Just the one shot and no more, but that was enough to make me race even faster, faster than I'd known that I could. I burst out on the little savannah and tore through the grass, ignoring the cover of the stream up which Lucas and I had come. I was at the big pool in seconds and saw just what I'd feared I'd find.

 

             
"My two stalwart friends were standing together, looking sadly down at a long, still shape on the water's edge. George kept looking down and away from me but Lucas, who wasn't even breathing hard, by the way, met my eyes directly and stood erect as he did so. '
Jawj
had to do it Captain,' he said quietly. 'She tried to run the minute I come in sight
.
She move quick too, maybe quicker than me even an' much too quick
foh
Jawj
. But it was me, too,
Suh
. I yelled to him to shoot an' he done it
.
It was the orders an' what I
knew you wanted, after what you said an' what we seen back there.'

 

             
"Well, I'd got some breath back and I stepped over and put my arm around George's big shoulder.
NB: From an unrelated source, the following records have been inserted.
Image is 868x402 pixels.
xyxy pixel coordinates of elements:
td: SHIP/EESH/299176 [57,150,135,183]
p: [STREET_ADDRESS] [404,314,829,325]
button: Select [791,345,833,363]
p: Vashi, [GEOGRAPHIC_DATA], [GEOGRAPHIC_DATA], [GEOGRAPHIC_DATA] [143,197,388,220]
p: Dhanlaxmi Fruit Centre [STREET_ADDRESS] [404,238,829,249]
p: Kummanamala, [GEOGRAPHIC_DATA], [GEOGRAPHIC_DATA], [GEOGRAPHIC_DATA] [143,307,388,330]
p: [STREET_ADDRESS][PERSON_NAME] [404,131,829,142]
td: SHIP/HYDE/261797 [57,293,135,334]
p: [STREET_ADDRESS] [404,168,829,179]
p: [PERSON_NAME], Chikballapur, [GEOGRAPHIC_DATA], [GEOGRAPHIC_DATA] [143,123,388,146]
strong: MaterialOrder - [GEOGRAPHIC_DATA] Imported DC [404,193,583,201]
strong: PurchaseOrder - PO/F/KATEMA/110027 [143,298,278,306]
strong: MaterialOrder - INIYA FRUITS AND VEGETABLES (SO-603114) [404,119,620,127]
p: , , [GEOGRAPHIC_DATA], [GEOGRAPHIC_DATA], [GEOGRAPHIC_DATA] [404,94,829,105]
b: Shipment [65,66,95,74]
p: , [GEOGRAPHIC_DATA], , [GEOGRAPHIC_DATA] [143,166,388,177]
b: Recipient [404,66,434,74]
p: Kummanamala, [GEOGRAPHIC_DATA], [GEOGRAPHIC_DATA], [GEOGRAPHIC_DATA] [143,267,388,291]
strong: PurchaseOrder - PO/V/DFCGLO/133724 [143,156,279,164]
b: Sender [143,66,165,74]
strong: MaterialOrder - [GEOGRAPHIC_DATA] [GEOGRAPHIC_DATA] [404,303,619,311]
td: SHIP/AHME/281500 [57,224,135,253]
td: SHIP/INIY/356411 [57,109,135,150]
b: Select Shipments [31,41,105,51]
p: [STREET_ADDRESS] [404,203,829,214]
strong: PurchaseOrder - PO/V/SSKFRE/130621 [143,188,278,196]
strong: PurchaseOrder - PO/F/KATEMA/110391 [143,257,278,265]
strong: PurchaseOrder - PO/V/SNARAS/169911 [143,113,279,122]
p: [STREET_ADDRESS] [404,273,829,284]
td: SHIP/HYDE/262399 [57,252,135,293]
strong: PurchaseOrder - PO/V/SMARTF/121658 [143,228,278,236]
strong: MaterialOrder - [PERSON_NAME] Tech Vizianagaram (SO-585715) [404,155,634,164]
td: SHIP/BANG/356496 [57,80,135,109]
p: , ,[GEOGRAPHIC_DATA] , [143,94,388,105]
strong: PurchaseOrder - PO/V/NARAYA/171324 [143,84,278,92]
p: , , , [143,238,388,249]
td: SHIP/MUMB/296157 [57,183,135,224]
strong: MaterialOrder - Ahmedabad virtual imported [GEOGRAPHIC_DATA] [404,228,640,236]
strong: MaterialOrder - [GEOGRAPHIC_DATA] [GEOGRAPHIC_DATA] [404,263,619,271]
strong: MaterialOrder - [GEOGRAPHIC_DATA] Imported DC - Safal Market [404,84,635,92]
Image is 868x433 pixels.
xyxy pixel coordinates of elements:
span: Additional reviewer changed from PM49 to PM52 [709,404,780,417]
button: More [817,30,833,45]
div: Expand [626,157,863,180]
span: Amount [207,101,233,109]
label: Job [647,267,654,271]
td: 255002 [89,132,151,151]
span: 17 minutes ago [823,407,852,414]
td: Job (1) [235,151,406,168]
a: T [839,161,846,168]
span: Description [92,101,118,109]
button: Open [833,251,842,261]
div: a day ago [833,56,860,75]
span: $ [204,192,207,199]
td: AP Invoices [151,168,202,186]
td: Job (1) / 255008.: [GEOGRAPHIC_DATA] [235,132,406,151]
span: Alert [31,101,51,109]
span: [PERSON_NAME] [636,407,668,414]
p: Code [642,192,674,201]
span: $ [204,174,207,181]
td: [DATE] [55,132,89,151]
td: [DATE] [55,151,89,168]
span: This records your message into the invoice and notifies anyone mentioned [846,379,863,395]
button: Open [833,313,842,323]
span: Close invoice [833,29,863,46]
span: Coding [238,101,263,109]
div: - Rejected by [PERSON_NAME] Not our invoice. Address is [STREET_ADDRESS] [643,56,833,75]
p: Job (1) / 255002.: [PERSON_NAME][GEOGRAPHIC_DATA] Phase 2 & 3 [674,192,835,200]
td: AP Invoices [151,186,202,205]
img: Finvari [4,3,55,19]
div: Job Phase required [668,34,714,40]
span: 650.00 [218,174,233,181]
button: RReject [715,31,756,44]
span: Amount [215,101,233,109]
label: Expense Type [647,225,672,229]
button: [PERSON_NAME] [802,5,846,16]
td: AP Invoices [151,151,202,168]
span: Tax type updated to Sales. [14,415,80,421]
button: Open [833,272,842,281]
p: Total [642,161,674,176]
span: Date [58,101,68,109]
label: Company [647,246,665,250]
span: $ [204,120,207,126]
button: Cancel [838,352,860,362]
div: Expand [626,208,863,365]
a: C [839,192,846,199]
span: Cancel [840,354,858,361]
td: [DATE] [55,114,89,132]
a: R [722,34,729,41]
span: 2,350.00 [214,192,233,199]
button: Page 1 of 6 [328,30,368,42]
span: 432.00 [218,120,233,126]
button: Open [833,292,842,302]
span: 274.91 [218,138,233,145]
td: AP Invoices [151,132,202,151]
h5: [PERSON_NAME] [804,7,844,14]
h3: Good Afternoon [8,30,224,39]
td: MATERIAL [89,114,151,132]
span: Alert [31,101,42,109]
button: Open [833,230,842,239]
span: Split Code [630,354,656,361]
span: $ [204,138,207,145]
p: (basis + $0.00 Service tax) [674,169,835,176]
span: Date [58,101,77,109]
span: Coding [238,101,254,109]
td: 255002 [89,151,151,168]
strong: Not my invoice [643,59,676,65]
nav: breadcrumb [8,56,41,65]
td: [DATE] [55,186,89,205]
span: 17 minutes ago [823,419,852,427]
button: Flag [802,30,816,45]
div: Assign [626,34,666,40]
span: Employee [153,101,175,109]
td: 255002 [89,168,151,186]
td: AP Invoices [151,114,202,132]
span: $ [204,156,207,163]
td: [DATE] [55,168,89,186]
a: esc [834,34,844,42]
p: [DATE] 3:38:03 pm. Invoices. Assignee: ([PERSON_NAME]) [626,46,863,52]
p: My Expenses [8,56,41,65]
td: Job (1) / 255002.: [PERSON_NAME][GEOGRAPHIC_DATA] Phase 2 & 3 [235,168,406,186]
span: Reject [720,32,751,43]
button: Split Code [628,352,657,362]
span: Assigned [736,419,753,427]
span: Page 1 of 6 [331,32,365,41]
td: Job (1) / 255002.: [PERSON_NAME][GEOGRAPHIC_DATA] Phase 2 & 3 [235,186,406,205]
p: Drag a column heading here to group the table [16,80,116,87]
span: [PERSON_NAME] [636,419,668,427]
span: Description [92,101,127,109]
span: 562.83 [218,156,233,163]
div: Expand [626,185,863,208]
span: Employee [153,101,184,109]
He was crying, poor lad. 'Lucas was right, Son,' I said. 'War is sometimes Hell, like this, but we're alone in enemy country. If they've heard that shot, they'll be coming fast on our tracks, I think. We'll leave her right here. Her own folk can bury her. We three have to move and move fast or they'll get us too, so let's go. Lucas, take the lead again!

 

             
"That splendid young man straightened up. He wiped his eyes once with the back of his arm and we moved out and over the cliff edge, doing a dog trot whenever possible. I had looked just once at the shape in the grass and never again. If I had, I don't think I could have left at all, except manacled and under restraint
.
Frankly, in a rather full life, never before had my sworn duty seemed so hard, so ugly and so meaningless."

 

             
He stopped talking and the silence in that big room was such that the sound of one cockroach crawling would have seemed like a train coming by five feet away.

 

             
At least two minutes of the utter quiet went by while the Brigadier stared at the floor. No
one could have spoken, I think, even had they tried.

 

             
Then, he lifted his head again, and the even, level tones resumed. "Since I'm here in this room,
Gentlemen, you can see we got away. All three got away and back to George's father's boat
.

 

             
"What came next? That's locked in Her Majesty's most thoroughly guarded files. Certain picked units of paratroops, allegedly training for jungle warfare in one of our quieter possessions, found a hilltop in one of the remoter areas, quite by accident, of course, where there had been a recent minor earthquake. This in turn seemed to have been followed by a subsidence of soil and rock over a wide area, as much as five square miles. Fortunately no one lived
anywhere near the place. Simply a lot of ruined jungle and twisted rock was absolutely all there was to be seen. Wouldn't have made a line in the papers if it had been reported, but since the troop training was secret, only the War Office ever heard about it" He smiled a little. "I do hear the Mayan Indians still don't like that area, or ever go there. They must have much knowledge of seismic forces and the danger of earthquakes, eh?

 

             
"Well, I've got to go now and can't say when I'll be back. I need a vacation and I'm thinking of the Caribbean shores. Probably why I recalled this tale just now."

 

             
I went to the club's front door with him and we two were alone. He shook my hand very hard indeed and something hard hurt my unready fingers. It was a massive ring, a huge gold thing with a great green stone set in the top. There was odd carving on the stone, but I could hardly study it then, could I?